Biography
Columbia Records attached the Columbia Symphony Orchestra designation to multiple distinct groups that cut sides for the company across different periods. This tag originated in an era when labels and broadcasters routinely assembled their own orchestras or adopted the moniker as a convenient alias for ensembles already under contract elsewhere.
In the specific context of Columbia Masterworks during the 1950s, the name covered New York sessions that drew players from the New York Philharmonic, the Metropolitan Opera Orchestra, and the NBC Symphony. The company could engage these musicians as freelancers, assemble a studio ensemble equal or superior to the Philharmonic itself, and compensate only the conductor and soloists without sharing royalties with the parent organizations. On monaural dates led by Bruno Walter in New York from 1954 through early 1956, and on further New York-led sessions extending into the early 1960s, the resulting orchestra proved fully competitive with the Philharmonic. One landmark example is Leonard Bernstein’s best-selling Columbia account of George Gershwin’s An American in Paris, which appeared under the Columbia Symphony rather than Philharmonic imprint.
The Columbia Symphony heard on Bruno Walter’s stereo recordings beginning in 1957, however, constituted an entirely separate and exceptional ensemble. Walter, born in 1876 and deceased in 1962, had concluded his regular New York Philharmonic affiliation at age eighty after serving as Musical Advisor from 1947 to 1949 and appearing frequently as guest conductor for the next seven seasons. While residing in California in 1957, he received a proposal from Columbia executives eager to document his interpretations in stereo before monaural records lost market value. The resulting West Coast group, hand-selected for Walter, comprised fifty to seventy players drawn from the region’s finest freelancers, many of whom rarely accepted orchestral engagements except to work with him. This formation ranked among the finest recording orchestras ever convened in the United States, blending qualities Walter had prized in the Vienna Philharmonic and the Leipzig Gewandhaus Orchestra—both of which he had led in the 1920s and 1930s—with the strengths of the New York Philharmonic. Under his direction it committed to disc the late Mozart symphonies, Mahler’s Symphonies Nos. 1 and 9, the four Brahms symphonies, Dvorak’s Symphonies Nos. 8 and 9, Schubert’s Ninth, representative Wagner orchestral works, and the complete Beethoven cycle.
In the specific context of Columbia Masterworks during the 1950s, the name covered New York sessions that drew players from the New York Philharmonic, the Metropolitan Opera Orchestra, and the NBC Symphony. The company could engage these musicians as freelancers, assemble a studio ensemble equal or superior to the Philharmonic itself, and compensate only the conductor and soloists without sharing royalties with the parent organizations. On monaural dates led by Bruno Walter in New York from 1954 through early 1956, and on further New York-led sessions extending into the early 1960s, the resulting orchestra proved fully competitive with the Philharmonic. One landmark example is Leonard Bernstein’s best-selling Columbia account of George Gershwin’s An American in Paris, which appeared under the Columbia Symphony rather than Philharmonic imprint.
The Columbia Symphony heard on Bruno Walter’s stereo recordings beginning in 1957, however, constituted an entirely separate and exceptional ensemble. Walter, born in 1876 and deceased in 1962, had concluded his regular New York Philharmonic affiliation at age eighty after serving as Musical Advisor from 1947 to 1949 and appearing frequently as guest conductor for the next seven seasons. While residing in California in 1957, he received a proposal from Columbia executives eager to document his interpretations in stereo before monaural records lost market value. The resulting West Coast group, hand-selected for Walter, comprised fifty to seventy players drawn from the region’s finest freelancers, many of whom rarely accepted orchestral engagements except to work with him. This formation ranked among the finest recording orchestras ever convened in the United States, blending qualities Walter had prized in the Vienna Philharmonic and the Leipzig Gewandhaus Orchestra—both of which he had led in the 1920s and 1930s—with the strengths of the New York Philharmonic. Under his direction it committed to disc the late Mozart symphonies, Mahler’s Symphonies Nos. 1 and 9, the four Brahms symphonies, Dvorak’s Symphonies Nos. 8 and 9, Schubert’s Ninth, representative Wagner orchestral works, and the complete Beethoven cycle.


- WHAT TO WORK ON -
Find the lines in the records that carry the word "title". Copy each one.

- AVAILABLE DATA -
● ● ● ●

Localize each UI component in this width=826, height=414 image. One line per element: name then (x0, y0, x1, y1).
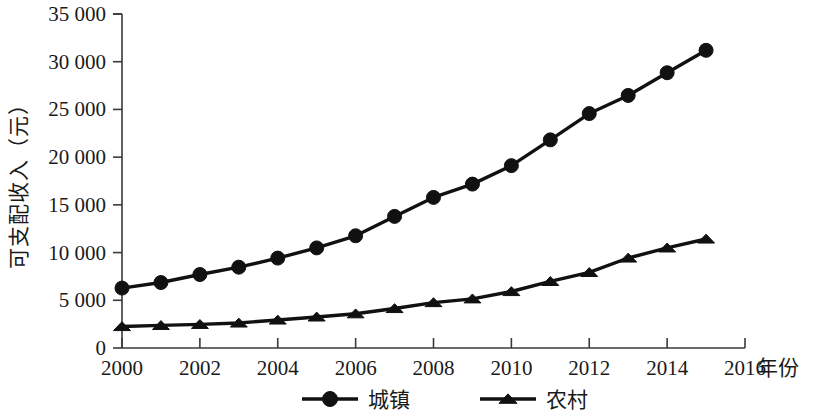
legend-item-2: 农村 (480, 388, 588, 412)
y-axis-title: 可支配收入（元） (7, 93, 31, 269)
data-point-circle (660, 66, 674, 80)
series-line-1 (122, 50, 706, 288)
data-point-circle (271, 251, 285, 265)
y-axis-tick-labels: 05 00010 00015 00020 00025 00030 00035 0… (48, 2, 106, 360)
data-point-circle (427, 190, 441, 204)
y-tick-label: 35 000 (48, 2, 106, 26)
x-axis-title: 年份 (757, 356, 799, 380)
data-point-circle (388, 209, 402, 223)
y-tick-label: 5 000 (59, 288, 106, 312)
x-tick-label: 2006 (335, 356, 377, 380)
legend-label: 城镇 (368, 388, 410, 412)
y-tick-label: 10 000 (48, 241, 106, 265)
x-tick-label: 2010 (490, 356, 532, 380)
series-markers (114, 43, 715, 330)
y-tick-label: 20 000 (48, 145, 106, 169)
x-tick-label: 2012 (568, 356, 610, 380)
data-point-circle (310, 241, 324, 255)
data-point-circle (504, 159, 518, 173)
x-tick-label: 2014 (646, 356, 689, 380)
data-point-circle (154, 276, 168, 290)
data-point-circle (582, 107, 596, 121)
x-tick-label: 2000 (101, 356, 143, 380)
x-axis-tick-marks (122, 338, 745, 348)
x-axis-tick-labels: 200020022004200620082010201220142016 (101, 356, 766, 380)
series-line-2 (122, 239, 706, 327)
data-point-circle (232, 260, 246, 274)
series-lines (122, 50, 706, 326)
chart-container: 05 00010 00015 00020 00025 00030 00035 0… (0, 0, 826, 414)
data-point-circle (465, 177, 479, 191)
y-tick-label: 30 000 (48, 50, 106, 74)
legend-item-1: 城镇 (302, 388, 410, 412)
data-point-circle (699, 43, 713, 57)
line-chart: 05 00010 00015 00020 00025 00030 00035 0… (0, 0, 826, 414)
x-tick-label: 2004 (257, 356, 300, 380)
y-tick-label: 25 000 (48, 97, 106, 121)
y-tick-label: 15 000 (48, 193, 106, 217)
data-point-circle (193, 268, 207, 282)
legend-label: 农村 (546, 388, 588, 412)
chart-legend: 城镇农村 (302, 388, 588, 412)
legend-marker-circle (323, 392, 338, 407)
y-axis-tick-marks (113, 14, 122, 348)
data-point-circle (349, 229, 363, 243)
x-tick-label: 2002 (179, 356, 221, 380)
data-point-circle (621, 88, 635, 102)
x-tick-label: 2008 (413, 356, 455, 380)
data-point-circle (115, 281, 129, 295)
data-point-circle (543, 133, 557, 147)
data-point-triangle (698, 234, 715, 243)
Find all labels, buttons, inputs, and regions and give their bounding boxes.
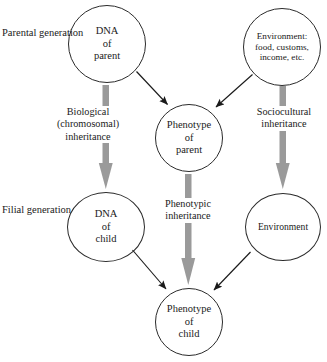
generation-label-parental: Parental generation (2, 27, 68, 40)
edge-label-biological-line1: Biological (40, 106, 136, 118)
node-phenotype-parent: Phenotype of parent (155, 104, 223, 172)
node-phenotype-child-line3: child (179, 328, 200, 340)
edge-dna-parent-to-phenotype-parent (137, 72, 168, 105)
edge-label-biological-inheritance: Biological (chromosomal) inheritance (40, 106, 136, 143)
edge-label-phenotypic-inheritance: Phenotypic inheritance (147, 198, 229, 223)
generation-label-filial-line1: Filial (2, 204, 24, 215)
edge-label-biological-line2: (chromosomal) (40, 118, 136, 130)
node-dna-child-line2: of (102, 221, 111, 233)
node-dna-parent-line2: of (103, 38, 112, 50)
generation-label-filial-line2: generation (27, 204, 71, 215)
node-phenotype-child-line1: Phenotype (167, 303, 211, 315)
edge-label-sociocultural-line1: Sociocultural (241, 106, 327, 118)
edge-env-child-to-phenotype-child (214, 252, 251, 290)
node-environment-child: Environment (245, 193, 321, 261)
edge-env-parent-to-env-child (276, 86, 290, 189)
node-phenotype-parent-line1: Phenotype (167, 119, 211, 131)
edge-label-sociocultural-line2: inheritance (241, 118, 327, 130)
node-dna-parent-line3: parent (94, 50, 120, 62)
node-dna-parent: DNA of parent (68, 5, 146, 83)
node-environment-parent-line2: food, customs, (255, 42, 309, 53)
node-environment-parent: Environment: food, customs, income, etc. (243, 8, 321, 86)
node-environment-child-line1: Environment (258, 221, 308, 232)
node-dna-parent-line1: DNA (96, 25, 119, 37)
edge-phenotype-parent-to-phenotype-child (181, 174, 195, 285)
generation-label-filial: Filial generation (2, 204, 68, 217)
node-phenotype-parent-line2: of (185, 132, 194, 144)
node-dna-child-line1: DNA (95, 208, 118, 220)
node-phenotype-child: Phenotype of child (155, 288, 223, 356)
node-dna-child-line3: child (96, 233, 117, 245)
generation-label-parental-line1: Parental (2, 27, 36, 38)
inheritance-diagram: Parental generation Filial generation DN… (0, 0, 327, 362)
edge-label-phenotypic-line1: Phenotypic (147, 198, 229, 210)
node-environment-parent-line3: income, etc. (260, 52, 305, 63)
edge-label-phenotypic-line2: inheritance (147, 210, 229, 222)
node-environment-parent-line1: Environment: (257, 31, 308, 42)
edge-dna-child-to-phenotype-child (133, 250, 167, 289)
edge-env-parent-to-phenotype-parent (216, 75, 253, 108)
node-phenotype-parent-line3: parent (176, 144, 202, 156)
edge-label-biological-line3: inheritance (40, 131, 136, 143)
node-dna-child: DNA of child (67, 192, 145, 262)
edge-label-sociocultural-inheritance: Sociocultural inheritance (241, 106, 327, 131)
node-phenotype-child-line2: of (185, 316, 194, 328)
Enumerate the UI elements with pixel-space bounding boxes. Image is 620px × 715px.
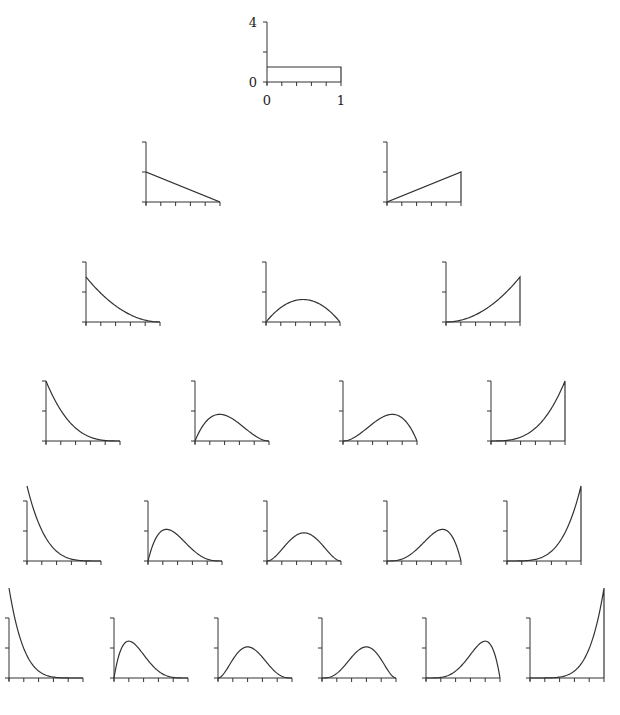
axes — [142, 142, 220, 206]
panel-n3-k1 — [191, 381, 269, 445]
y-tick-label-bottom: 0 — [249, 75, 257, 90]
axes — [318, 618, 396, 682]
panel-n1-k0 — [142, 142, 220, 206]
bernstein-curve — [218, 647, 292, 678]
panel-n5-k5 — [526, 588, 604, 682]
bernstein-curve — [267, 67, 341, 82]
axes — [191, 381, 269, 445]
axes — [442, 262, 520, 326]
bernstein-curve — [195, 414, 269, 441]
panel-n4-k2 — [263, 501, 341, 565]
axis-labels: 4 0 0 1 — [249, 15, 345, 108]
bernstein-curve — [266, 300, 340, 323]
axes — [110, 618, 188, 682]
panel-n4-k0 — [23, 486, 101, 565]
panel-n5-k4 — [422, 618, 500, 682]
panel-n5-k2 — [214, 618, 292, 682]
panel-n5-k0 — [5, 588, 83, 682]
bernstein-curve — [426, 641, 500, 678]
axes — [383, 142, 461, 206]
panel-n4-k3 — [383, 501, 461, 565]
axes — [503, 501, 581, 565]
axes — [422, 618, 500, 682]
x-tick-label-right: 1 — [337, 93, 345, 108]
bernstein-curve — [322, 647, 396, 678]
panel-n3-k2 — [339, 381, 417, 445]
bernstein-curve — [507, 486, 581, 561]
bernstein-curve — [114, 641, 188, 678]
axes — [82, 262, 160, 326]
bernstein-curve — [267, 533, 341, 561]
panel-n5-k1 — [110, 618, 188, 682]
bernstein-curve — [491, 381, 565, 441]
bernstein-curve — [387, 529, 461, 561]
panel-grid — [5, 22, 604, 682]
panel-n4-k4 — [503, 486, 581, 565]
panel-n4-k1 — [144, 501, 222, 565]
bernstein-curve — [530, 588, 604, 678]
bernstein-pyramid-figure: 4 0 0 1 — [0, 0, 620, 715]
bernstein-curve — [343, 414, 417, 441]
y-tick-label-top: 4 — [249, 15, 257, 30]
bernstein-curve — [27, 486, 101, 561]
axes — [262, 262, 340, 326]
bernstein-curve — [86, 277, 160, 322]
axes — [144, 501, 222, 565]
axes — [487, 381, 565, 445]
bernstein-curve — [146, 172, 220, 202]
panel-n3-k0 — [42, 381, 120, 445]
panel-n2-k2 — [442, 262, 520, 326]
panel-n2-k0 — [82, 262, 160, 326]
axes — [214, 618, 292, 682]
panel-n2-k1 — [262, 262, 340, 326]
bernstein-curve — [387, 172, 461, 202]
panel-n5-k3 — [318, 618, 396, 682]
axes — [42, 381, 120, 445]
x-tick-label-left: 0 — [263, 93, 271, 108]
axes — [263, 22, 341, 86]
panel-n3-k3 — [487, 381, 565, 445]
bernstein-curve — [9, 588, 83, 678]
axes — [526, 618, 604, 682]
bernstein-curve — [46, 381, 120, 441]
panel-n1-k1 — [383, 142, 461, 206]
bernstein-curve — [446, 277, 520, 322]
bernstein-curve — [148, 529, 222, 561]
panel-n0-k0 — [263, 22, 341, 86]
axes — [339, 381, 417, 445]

● ● ● ●

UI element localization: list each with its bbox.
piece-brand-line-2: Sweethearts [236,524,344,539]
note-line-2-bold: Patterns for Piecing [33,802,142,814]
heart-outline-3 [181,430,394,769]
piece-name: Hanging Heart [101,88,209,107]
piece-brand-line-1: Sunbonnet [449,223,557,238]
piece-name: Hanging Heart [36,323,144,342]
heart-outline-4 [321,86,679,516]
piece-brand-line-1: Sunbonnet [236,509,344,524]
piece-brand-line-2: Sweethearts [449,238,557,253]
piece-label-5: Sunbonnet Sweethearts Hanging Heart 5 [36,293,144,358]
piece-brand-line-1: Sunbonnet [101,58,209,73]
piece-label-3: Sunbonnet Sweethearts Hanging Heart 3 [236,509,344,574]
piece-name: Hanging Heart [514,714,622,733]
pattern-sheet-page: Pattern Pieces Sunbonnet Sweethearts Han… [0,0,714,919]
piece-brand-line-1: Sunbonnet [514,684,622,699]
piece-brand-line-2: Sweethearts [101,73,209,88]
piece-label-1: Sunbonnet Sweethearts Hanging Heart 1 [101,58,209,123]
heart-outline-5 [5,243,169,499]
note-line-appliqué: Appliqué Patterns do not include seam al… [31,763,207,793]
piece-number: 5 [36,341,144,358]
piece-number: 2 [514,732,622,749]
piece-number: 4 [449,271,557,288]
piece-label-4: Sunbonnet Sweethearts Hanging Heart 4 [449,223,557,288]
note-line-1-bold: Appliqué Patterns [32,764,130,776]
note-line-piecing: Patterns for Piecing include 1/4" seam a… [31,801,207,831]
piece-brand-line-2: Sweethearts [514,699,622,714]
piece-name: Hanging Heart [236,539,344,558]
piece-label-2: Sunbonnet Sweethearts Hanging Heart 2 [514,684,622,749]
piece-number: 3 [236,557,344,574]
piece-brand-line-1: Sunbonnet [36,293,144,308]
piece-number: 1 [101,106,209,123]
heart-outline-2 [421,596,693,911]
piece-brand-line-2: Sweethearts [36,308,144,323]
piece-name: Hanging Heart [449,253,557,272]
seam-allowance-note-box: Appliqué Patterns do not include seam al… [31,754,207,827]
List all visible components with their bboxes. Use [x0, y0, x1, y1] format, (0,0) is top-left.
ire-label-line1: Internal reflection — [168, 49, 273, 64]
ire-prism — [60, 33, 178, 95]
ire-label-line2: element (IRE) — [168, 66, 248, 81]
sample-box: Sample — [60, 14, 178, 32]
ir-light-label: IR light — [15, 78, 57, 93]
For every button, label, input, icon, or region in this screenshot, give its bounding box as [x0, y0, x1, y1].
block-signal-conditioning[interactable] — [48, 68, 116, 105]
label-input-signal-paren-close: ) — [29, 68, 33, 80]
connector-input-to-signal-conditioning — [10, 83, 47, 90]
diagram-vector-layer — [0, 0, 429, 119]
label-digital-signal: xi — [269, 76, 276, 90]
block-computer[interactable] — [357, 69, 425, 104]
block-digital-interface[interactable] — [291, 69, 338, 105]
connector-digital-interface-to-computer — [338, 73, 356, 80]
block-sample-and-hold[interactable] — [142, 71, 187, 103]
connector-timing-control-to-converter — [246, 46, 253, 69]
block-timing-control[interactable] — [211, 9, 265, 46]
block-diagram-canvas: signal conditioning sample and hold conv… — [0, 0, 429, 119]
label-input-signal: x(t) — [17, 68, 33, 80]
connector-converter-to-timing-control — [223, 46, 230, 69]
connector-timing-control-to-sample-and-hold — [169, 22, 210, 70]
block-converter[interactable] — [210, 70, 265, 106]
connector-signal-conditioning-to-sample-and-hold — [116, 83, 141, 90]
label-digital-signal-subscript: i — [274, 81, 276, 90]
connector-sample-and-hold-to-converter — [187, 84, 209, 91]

● ● ● ●

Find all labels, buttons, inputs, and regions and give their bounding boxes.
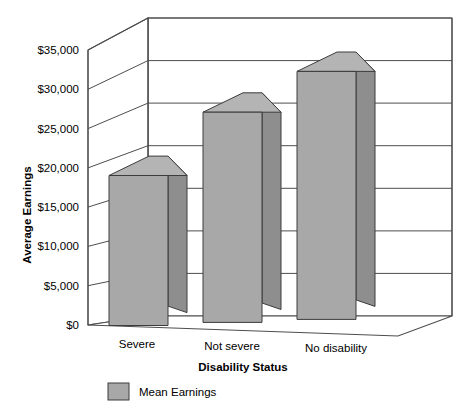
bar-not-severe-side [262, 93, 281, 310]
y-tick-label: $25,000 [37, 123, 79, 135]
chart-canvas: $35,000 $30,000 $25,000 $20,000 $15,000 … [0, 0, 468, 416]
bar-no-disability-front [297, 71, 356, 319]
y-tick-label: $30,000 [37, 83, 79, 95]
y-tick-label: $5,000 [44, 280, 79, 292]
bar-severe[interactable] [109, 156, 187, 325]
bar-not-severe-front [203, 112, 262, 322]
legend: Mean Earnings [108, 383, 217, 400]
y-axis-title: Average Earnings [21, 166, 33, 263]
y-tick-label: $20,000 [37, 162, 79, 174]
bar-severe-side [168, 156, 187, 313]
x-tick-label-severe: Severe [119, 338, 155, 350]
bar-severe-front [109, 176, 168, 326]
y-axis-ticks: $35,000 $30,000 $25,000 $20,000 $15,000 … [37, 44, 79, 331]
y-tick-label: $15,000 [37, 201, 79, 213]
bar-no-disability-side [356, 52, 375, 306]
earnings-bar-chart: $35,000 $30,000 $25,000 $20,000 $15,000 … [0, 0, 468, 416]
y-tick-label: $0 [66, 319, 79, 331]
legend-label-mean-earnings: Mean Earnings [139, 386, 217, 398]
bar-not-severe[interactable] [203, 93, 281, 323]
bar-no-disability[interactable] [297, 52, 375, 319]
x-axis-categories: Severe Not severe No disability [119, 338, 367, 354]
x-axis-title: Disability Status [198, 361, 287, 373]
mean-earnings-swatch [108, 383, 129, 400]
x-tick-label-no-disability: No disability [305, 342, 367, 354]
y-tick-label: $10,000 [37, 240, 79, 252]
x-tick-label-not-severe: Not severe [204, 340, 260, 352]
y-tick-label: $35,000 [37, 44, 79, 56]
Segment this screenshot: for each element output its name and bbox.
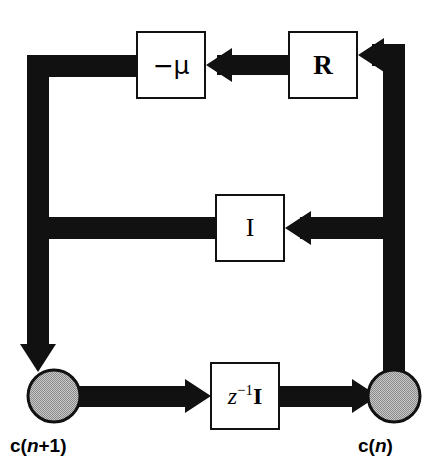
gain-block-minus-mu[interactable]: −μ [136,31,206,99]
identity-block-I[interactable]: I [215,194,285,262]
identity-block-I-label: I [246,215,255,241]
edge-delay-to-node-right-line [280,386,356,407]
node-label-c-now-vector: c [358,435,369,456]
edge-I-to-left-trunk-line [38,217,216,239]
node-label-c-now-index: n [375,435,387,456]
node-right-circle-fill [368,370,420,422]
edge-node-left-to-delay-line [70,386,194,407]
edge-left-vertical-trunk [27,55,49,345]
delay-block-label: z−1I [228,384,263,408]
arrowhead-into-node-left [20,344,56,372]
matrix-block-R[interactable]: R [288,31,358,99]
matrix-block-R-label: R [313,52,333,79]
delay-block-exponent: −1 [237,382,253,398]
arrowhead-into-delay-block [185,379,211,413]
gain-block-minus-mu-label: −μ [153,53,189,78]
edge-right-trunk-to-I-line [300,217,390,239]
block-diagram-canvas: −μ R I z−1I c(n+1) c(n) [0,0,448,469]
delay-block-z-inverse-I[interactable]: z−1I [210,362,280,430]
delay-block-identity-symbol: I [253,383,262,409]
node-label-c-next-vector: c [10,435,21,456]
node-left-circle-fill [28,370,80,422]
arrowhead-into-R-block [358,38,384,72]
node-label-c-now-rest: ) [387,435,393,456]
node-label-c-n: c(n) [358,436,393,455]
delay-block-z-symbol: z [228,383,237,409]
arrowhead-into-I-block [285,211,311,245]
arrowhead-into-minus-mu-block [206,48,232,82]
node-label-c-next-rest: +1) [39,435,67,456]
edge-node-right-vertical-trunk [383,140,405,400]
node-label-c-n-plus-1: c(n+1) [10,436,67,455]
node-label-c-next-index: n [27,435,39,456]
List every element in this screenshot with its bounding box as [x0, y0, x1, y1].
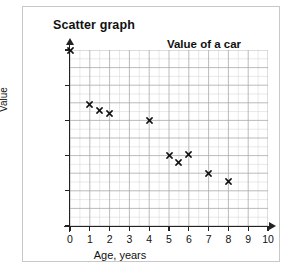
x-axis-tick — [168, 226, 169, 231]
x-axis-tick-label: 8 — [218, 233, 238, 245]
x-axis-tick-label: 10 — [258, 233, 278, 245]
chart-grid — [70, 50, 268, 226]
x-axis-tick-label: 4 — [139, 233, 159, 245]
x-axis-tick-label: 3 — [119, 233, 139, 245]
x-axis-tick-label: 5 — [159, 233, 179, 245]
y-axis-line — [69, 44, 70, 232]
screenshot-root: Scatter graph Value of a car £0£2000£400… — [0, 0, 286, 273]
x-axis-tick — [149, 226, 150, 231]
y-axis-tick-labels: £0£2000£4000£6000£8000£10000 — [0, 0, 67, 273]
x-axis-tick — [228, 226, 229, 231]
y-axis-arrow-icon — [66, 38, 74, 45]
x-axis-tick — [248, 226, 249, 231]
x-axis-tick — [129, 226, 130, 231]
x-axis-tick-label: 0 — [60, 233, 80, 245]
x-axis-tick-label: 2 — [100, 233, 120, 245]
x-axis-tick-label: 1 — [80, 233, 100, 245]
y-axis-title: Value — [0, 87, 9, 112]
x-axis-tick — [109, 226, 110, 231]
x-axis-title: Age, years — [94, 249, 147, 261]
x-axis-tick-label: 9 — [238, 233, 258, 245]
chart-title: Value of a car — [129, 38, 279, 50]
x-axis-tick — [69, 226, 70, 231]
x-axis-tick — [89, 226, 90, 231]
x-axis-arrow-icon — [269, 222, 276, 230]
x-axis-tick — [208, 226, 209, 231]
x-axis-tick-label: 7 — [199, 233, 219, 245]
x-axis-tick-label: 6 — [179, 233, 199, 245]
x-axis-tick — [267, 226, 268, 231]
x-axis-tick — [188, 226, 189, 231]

● ● ● ●

- FINISHED TASK -
y-axis-title: 可支配收入（元） (7, 93, 31, 269)
x-axis-title: 年份 (757, 356, 799, 380)
y-axis-title: Average Earnings [21, 166, 33, 263]
x-axis-title: Disability Status [198, 361, 287, 373]
y-axis-title: Value — [0, 87, 9, 112]
x-axis-title: Age, years — [94, 249, 147, 261]
chart-title: Value of a car — [129, 38, 279, 50]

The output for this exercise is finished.